Nomad inherited protocol version numbering configuration from Consul and
Serf, but unlike those projects Nomad has never used it. Nomad's
`protocol_version` has always been `1`.
While the code is effectively unused and therefore poses no runtime
risks to leave, I felt like removing it was best because:
1. Nomad's RPC subsystem has been able to evolve extensively without
needing to increment the version number.
2. Nomad's HTTP API has evolved extensively without increment
`API{Major,Minor}Version`. If we want to version the HTTP API in the
future, I doubt this is the mechanism we would choose.
3. The presence of the `server.protocol_version` configuration
parameter is confusing since `server.raft_protocol` *is* an important
parameter for operators to consider. Even more confusing is that
there is a distinct Serf protocol version which is included in `nomad
server members` output under the heading `Protocol`. `raft_protocol`
is the *only* protocol version relevant to Nomad developers and
operators. The other protocol versions are either deadcode or have
never changed (Serf).
4. If we were to need to version the RPC, HTTP API, or Serf protocols, I
don't think these configuration parameters and variables are the best
choice. If we come to that point we should choose a versioning scheme
based on the use case and modern best practices -- not this 6+ year
old dead code.
During incident response, operators may find that automated processes
elsewhere in the organization can be generating new workloads on Nomad
clusters that are unable to handle the workload. This changeset adds a
field to the `SchedulerConfiguration` API that causes all job
registration calls to be rejected unless the request has a management
ACL token.
FailoverHeartbeatTTL is the amount of time to wait after a server leader failure
before considering reallocating client tasks. This TTL should be fairly long as
the new server leader needs to rebuild the entire heartbeat map for the
cluster. In deployments with a small number of machines, the default TTL (5m)
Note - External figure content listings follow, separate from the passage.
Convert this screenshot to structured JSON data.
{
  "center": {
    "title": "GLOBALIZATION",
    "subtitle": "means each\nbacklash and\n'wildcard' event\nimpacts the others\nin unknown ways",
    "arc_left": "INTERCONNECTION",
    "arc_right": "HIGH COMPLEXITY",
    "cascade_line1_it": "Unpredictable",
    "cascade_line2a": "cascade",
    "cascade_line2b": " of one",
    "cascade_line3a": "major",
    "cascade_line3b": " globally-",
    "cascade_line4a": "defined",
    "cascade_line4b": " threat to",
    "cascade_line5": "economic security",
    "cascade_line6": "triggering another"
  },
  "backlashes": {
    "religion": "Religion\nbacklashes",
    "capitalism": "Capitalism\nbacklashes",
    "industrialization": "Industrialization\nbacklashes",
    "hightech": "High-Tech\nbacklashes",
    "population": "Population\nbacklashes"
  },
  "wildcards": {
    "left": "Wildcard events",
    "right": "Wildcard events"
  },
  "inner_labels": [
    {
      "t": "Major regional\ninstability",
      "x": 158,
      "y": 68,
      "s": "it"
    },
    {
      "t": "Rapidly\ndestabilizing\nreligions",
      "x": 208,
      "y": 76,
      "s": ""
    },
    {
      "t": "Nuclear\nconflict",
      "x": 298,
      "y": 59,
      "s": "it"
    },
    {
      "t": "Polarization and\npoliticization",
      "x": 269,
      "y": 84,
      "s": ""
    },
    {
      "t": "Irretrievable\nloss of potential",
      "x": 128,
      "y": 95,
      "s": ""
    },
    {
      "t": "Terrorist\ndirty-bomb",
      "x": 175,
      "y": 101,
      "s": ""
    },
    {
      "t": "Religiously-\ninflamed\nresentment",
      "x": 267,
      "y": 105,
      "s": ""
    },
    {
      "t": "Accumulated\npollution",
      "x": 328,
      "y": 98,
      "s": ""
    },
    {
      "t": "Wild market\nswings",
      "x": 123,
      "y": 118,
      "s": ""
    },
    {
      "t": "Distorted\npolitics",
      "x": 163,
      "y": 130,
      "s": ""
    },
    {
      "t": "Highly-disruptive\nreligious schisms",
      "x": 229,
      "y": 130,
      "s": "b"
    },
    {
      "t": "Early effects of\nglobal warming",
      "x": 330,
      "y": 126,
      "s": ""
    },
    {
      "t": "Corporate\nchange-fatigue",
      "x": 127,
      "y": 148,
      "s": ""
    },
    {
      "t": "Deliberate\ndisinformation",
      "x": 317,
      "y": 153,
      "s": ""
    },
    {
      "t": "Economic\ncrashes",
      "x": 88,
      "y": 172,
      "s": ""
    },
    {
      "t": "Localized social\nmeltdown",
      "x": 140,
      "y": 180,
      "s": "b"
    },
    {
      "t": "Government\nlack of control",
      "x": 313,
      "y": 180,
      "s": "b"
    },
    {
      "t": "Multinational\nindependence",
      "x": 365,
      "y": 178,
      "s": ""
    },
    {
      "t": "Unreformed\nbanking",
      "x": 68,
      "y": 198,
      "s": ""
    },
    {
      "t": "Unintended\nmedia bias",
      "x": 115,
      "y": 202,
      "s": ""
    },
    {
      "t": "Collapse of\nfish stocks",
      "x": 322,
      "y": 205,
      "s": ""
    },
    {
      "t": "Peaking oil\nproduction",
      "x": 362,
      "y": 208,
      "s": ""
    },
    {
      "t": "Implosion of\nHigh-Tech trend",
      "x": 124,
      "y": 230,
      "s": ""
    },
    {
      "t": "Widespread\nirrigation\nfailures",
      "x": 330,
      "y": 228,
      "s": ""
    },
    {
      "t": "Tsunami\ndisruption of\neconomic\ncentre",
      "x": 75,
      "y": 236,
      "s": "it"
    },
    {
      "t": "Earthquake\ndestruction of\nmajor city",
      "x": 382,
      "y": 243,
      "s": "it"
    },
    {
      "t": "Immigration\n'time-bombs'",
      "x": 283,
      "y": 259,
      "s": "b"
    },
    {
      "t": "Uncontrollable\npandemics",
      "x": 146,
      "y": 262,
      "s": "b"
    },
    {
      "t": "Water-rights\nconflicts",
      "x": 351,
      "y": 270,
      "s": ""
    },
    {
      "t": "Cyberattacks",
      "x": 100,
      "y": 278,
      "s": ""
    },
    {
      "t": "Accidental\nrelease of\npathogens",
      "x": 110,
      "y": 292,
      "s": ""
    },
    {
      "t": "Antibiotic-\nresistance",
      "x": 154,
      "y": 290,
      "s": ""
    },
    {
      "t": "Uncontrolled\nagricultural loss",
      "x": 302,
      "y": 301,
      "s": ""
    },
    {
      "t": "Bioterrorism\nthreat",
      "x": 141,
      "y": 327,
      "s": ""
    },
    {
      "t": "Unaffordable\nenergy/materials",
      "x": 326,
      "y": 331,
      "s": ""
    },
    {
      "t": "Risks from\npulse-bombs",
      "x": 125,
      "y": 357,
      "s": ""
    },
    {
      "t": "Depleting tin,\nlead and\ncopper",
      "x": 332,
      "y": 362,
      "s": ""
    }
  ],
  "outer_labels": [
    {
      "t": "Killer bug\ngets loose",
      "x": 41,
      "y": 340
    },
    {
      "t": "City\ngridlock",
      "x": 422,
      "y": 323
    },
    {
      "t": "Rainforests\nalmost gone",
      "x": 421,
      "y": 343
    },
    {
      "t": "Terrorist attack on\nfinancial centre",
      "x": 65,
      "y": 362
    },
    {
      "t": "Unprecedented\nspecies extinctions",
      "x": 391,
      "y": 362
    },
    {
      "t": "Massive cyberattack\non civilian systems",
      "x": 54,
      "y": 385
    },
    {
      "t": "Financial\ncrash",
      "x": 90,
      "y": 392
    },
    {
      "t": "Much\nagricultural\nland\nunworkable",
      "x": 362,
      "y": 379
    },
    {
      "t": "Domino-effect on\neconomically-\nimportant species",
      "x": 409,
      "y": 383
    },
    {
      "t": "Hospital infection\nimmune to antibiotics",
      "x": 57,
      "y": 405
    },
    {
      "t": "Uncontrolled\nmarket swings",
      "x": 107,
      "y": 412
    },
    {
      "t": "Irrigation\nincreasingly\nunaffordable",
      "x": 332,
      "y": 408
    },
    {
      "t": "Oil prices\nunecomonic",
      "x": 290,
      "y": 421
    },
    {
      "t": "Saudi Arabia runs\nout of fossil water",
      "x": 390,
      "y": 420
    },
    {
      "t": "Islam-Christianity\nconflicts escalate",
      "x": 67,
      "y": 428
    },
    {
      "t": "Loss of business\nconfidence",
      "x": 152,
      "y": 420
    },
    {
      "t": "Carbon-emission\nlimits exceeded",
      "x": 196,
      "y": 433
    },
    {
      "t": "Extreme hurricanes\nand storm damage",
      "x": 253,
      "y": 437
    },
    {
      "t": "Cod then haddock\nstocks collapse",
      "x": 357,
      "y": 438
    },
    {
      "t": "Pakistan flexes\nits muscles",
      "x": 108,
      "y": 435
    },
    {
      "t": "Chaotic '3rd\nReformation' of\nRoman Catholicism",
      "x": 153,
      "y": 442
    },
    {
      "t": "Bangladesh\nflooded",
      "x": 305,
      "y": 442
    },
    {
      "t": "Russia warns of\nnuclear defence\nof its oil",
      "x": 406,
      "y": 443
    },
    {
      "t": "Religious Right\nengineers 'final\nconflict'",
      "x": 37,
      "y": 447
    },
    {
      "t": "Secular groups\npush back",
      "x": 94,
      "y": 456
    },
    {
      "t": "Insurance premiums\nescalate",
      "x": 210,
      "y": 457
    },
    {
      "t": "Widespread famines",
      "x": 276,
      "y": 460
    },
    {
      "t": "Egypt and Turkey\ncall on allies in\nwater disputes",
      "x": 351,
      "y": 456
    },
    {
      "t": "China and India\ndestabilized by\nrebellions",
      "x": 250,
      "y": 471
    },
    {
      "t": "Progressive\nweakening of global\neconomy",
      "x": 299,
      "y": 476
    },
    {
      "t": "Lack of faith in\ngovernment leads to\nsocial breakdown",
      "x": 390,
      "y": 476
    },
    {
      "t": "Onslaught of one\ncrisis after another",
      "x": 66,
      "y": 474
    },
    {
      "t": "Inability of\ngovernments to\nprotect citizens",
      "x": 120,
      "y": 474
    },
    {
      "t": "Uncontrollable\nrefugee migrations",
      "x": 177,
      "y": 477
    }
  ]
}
may be unnecessary long. Let's allow operators to configure this value in their
config files.
This PR implements a new "System Batch" scheduler type. Jobs can
make use of this new scheduler by setting their type to 'sysbatch'.
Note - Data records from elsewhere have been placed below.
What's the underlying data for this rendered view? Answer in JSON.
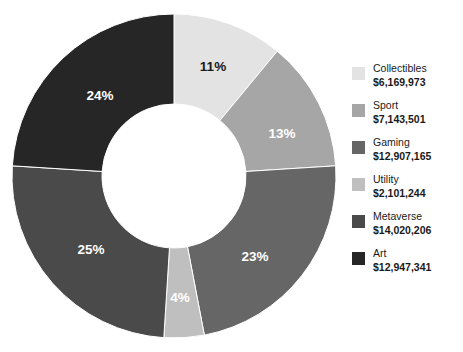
{
  "chart_data": {
    "type": "pie",
    "variant": "donut",
    "title": "",
    "xlabel": "",
    "ylabel": "",
    "legend_position": "right",
    "grid": false,
    "start_angle_deg": 0,
    "direction": "clockwise",
    "center": {
      "x": 174,
      "y": 176
    },
    "outer_radius": 162,
    "inner_radius": 72,
    "categories": [
      "Collectibles",
      "Sport",
      "Gaming",
      "Utility",
      "Metaverse",
      "Art"
    ],
    "values": [
      6169973,
      7143501,
      12907165,
      2101244,
      14020206,
      12947341
    ],
    "value_labels": [
      "$6,169,973",
      "$7,143,501",
      "$12,907,165",
      "$2,101,244",
      "$14,020,206",
      "$12,947,341"
    ],
    "percentages": [
      11,
      13,
      23,
      4,
      25,
      24
    ],
    "percent_labels": [
      "11%",
      "13%",
      "23%",
      "4%",
      "25%",
      "24%"
    ],
    "colors": [
      "#E3E3E3",
      "#A6A6A6",
      "#666666",
      "#BFBFBF",
      "#4A4A4A",
      "#262626"
    ],
    "label_text_colors": [
      "#1a1a1a",
      "#ffffff",
      "#ffffff",
      "#ffffff",
      "#ffffff",
      "#ffffff"
    ],
    "slices": [
      {
        "name": "Collectibles",
        "value": 6169973,
        "value_label": "$6,169,973",
        "percent": 11,
        "percent_label": "11%",
        "color": "#E3E3E3",
        "label_color": "#1a1a1a",
        "start_angle": 0,
        "end_angle": 39.6,
        "label_x": 213,
        "label_y": 67
      },
      {
        "name": "Sport",
        "value": 7143501,
        "value_label": "$7,143,501",
        "percent": 13,
        "percent_label": "13%",
        "color": "#A6A6A6",
        "label_color": "#ffffff",
        "start_angle": 39.6,
        "end_angle": 86.4,
        "label_x": 282,
        "label_y": 134
      },
      {
        "name": "Gaming",
        "value": 12907165,
        "value_label": "$12,907,165",
        "percent": 23,
        "percent_label": "23%",
        "color": "#666666",
        "label_color": "#ffffff",
        "start_angle": 86.4,
        "end_angle": 169.2,
        "label_x": 255,
        "label_y": 257
      },
      {
        "name": "Utility",
        "value": 2101244,
        "value_label": "$2,101,244",
        "percent": 4,
        "percent_label": "4%",
        "color": "#BFBFBF",
        "label_color": "#ffffff",
        "start_angle": 169.2,
        "end_angle": 183.6,
        "label_x": 180,
        "label_y": 298
      },
      {
        "name": "Metaverse",
        "value": 14020206,
        "value_label": "$14,020,206",
        "percent": 25,
        "percent_label": "25%",
        "color": "#4A4A4A",
        "label_color": "#ffffff",
        "start_angle": 183.6,
        "end_angle": 273.6,
        "label_x": 91,
        "label_y": 250
      },
      {
        "name": "Art",
        "value": 12947341,
        "value_label": "$12,947,341",
        "percent": 24,
        "percent_label": "24%",
        "color": "#262626",
        "label_color": "#ffffff",
        "start_angle": 273.6,
        "end_angle": 360,
        "label_x": 100,
        "label_y": 96
      }
    ]
  },
  "legend": {
    "items": [
      {
        "name": "Collectibles",
        "value": "$6,169,973",
        "color": "#E3E3E3"
      },
      {
        "name": "Sport",
        "value": "$7,143,501",
        "color": "#A6A6A6"
      },
      {
        "name": "Gaming",
        "value": "$12,907,165",
        "color": "#666666"
      },
      {
        "name": "Utility",
        "value": "$2,101,244",
        "color": "#BFBFBF"
      },
      {
        "name": "Metaverse",
        "value": "$14,020,206",
        "color": "#4A4A4A"
      },
      {
        "name": "Art",
        "value": "$12,947,341",
        "color": "#262626"
      }
    ]
  }
}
Like the name implies, sysbatch can be thought of as a hybrid between
system and batch jobs - it is for running short lived jobs intended to
run on every compatible node in the cluster.
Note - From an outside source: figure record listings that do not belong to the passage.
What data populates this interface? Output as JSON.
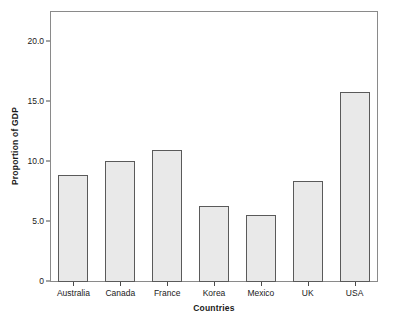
{
  "chart_data": {
    "type": "bar",
    "title": "",
    "xlabel": "Countries",
    "ylabel": "Proportion of GDP",
    "categories": [
      "Australia",
      "Canada",
      "France",
      "Korea",
      "Mexico",
      "UK",
      "USA"
    ],
    "values": [
      8.9,
      10.1,
      11.0,
      6.3,
      5.6,
      8.4,
      15.8
    ],
    "ylim": [
      0,
      22.5
    ],
    "yticks": [
      0,
      5.0,
      10.0,
      15.0,
      20.0
    ],
    "ytick_labels": [
      "0",
      "5.0",
      "10.0",
      "15.0",
      "20.0"
    ],
    "grid": false,
    "legend": null,
    "bar_fill_color": "#e9e9e9",
    "bar_edge_color": "#5a5a5a",
    "frame_color": "#8a8a8a",
    "text_color": "#1a1a1a",
    "background_color": "#ffffff"
  }
}
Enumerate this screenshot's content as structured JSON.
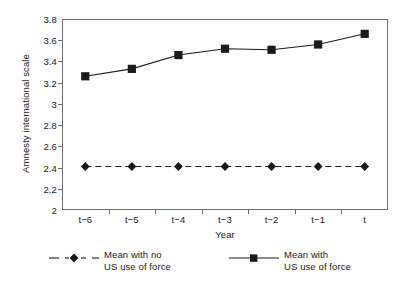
{
  "chart_data": {
    "type": "line",
    "title": "",
    "xlabel": "Year",
    "ylabel": "Amnesty international scale",
    "categories": [
      "t−6",
      "t−5",
      "t−4",
      "t−3",
      "t−2",
      "t−1",
      "t"
    ],
    "ylim": [
      2,
      3.8
    ],
    "yticks": [
      2,
      2.2,
      2.4,
      2.6,
      2.8,
      3,
      3.2,
      3.4,
      3.6,
      3.8
    ],
    "ytick_labels": [
      "2",
      "2.2",
      "2.4",
      "2.6",
      "2.8",
      "3",
      "3.2",
      "3.4",
      "3.6",
      "3.8"
    ],
    "grid": false,
    "legend_position": "below",
    "series": [
      {
        "name": "Mean with no\nUS use of force",
        "marker": "diamond",
        "linestyle": "dashed",
        "color": "#1a1a1a",
        "values": [
          2.41,
          2.41,
          2.41,
          2.41,
          2.41,
          2.41,
          2.41
        ]
      },
      {
        "name": "Mean with\nUS use of force",
        "marker": "square",
        "linestyle": "solid",
        "color": "#1a1a1a",
        "values": [
          3.26,
          3.33,
          3.46,
          3.52,
          3.51,
          3.56,
          3.66
        ]
      }
    ]
  },
  "legend": {
    "entries": [
      {
        "label": "Mean with no\nUS use of force",
        "marker": "diamond",
        "linestyle": "dashed"
      },
      {
        "label": "Mean with\nUS use of force",
        "marker": "square",
        "linestyle": "solid"
      }
    ]
  }
}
As with batch jobs, sysbatch jobs can also be periodic and/or parameterized
dispatch jobs. A sysbatch job is considered complete when it has been run
on all compatible nodes until reaching a terminal state (success or failed
on retries).
Feasibility and preemption are governed the same as with system jobs. In
this PR, the update stanza is not yet supported. The update stanza is sill
limited in functionality for the underlying system scheduler, and is
not useful yet for sysbatch jobs. Further work in #4740 will improve
support for the update stanza and deployments.
Closes#2527
This PR introduces the /v1/search/fuzzy API endpoint, used for fuzzy
searching objects in Nomad. The fuzzy search endpoint routes requests
to the Nomad Server leader, which implements the Search.FuzzySearch RPC
method.
Requests to the fuzzy search API are based on the api.FuzzySearchRequest
object, e.g.
{
"Text": "ed",
"Context": "all"
}
Responses from the fuzzy search API are based on the api.FuzzySearchResponse
object, e.g.
{
"Index": 27,
"KnownLeader": true,
"LastContact": 0,
"Matches": {
"tasks": [
{
"ID": "redis",
"Scope": [
"default",
"example",
"cache"
]
}
],
"evals": [],
"deployment": [],
"volumes": [],
"scaling_policy": [],
"images": [
{
"ID": "redis:3.2",
"Scope": [
"default",
"example",
"cache",
"redis"
]
}
]
},
"Truncations": {
"volumes": false,
"scaling_policy": false,
"evals": false,
"deployment": false
}
}
The API is tunable using the new server.search stanza, e.g.
server {
search {
fuzzy_enabled = true
limit_query = 200
limit_results = 1000
min_term_length = 5
}
}
These values can be increased or decreased, so as to provide more
search results or to reduce load on the Nomad Server. The fuzzy search
API can be disabled entirely by setting `fuzzy_enabled` to `false`.